Oh well, back to re wring the scooter in the back garden while the sun is out (removed a Datatool alarm).

T i m

Reply to
T i m

In our experience we were glad to see the back of WIN98 with its memory leaks etc.. WIN 2K was and still is much better:))..

Vista is .. well absolute s**te and Microsnot know it;!..

Reply to
tony sayer

It was only running at 2/3rds the rated speed of a single SAS/SATA connection, so there's still room for improvement.

Reply to
Steve Firth

The other problems are that it's a f'ugly mess and why build a fast computer then cripple it with a lame OS?

Reply to
Steve Firth

I have actually just been allocated a Vista PC at work. It is acceptable in speed terms. That takes 3 GHz Core 2 Duo, 4 GB of RAM, a modest but decent hard drive and pretty well naff all else. Including little software!

Reply to
Rod

Most corporate laptops are now faster than the "supercomputers" I used to use in the 1980s.

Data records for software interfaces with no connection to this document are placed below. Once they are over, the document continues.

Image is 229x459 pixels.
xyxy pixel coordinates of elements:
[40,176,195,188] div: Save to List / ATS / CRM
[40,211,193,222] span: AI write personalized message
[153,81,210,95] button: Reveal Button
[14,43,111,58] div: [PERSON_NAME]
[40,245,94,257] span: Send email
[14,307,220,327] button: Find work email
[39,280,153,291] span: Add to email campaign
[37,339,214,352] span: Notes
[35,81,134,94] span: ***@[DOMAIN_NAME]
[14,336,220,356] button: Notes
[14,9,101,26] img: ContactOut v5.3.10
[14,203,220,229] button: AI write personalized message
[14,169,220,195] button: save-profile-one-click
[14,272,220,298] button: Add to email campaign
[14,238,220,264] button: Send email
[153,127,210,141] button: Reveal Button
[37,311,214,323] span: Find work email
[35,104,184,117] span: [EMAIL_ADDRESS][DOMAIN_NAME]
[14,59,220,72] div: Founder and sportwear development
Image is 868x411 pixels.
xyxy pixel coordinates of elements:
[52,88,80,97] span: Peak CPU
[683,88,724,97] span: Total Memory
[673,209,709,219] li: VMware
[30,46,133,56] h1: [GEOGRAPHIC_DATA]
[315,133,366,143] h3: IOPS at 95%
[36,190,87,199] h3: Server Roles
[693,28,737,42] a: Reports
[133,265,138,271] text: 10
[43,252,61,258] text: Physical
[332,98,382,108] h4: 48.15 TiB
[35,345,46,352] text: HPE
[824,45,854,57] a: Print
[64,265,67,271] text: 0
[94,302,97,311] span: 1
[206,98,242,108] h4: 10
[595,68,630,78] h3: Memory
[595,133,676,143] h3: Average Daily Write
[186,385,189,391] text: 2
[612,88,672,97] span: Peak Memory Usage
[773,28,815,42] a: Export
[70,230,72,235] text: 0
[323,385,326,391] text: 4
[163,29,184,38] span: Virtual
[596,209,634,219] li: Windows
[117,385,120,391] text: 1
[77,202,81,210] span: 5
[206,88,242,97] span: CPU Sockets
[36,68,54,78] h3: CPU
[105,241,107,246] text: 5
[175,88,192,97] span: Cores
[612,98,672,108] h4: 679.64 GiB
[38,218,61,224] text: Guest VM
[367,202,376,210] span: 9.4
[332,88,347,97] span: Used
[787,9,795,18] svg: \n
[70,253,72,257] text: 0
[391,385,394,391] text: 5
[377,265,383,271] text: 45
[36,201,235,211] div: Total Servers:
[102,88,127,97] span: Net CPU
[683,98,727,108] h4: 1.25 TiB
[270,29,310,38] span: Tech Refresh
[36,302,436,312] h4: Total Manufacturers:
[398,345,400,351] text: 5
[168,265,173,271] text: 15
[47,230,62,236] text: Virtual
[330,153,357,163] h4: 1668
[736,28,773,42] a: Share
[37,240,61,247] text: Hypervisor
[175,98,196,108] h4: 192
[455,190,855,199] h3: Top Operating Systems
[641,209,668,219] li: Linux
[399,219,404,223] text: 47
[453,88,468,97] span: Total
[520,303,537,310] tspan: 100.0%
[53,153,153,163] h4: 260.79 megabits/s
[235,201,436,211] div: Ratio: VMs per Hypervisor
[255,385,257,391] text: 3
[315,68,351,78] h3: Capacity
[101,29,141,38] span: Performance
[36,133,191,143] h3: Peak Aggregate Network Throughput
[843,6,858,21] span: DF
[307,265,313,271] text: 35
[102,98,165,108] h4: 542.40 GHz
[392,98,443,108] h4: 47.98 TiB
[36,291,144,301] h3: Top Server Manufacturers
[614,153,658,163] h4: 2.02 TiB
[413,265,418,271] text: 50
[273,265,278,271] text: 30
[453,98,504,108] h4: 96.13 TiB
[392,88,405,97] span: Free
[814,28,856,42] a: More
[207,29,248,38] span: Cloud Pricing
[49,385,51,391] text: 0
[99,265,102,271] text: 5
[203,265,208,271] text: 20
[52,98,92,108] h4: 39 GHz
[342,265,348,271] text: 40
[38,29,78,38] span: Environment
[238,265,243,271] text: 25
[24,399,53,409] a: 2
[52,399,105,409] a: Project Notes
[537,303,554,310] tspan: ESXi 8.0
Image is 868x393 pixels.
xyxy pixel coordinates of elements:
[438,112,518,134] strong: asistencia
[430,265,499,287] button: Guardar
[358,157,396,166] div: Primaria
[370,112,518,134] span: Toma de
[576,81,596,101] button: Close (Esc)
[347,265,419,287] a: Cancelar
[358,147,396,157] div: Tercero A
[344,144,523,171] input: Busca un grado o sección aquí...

Yet because they are crippled by Windows they run slower in real-world tasks than the Commodore PETs that I used to use at the same time.

Reply to
Steve Firth

It doesn't always run on new hardware. I recently upgraded to a dual core 64 bit system. Win2000 pro ran but it was sluggish and the drivers supplied with the system were for XP or Vista. Ubuntu 64 bit ran okay but had no drivers for the printer. I finished up having to install XP pro to take advantage of the hardware. Where I have experienced a gain was on a W98 machine in MSdos mode running older software like Alpha4

Reply to
Alang

Wasn't *that* long ago that £8000 worth of drives would get you about

50MB... :-)
Reply to
Jules

For older computers you should try Xubuntu which is specifically intended to run computers with less resources, but without having to do without support for modern hardware etc.

Reply to
Ed Sirett

I'm playing with an SSD at the moment. They are indeed awsome.

The video mentioned the data throughput, which is around 2.5 times the sustained data rate from a disk drive. However, the performance figure which is much more relevant for most apps (except copying a DVD;-), and much more dramatically improved over standard disks, is the IOPS (I/O operations per second). An enterprise class spinning disk gets you 200-300 IOPS (and a home system SATA drive will get you slightly over 100). An SSD can achieve somewhere between 4,000 and 80,000 IOPS, depending on SSD design, and having a disk controller which can cope (which most can't). That generates a mind-blowing performance boost to many disk intensive apps, particularly large commercial apps.

Next comes the clever part - solving the issue you identified. How do you get SSD performance, but with spinning disk capacity and spinning disk price? (As well as being small compared with disks, they're also much more expensive per GB, particularly ones with the same lifetime expectency as Enterprise spinning disks). Well, that's where ZFS comes in, which is what I'm playing with. I can create a ZFS filesystem which is split between a 32GB SSD and a 500GB disk, and because ZFS knows how to make best use of the SSD, I'm actually seeing a 500GB filesystem with the IOPS performance of an SSD (i.e. very much faster than I'd expect from the spinning disk). I've still got a lot more work to do here -- I only just started scratching the surface.

SSDs draw much less total power than a standard disk, but they draw it all from the 5V rail only and it's more than a standard disk takes from the 5V rail, which means you have to be careful not to overload the 5V PSU rail if you use a lot of them in an system which wasn't specifically designed for SSDs.

Reply to
Andrew Gabriel

Presumably seek speed is where there's a huge gain.

Reply to
Clive George

You don't need to "trick" Unbuntu, just use the alternate CD for systems with less than 256Kb of RAM. Hell that was difficult, eh?

Reply to
Steve Firth

Yes, and loss of rotational latency (becomes particularly significant when you're heading into the 1000's IOPS).

SSDs also have significantly mismatched read and write IOPS. For the read-biased SSDs (which is what most of the ones you'll find are), the write operations are slower (the device I have is 4,000 write IOPS, 35,000 read IOPS). For write-biased SSD's (which are much more expensive), reads are the same speed, but writes are faster (probably where the 80,000 figure comes from).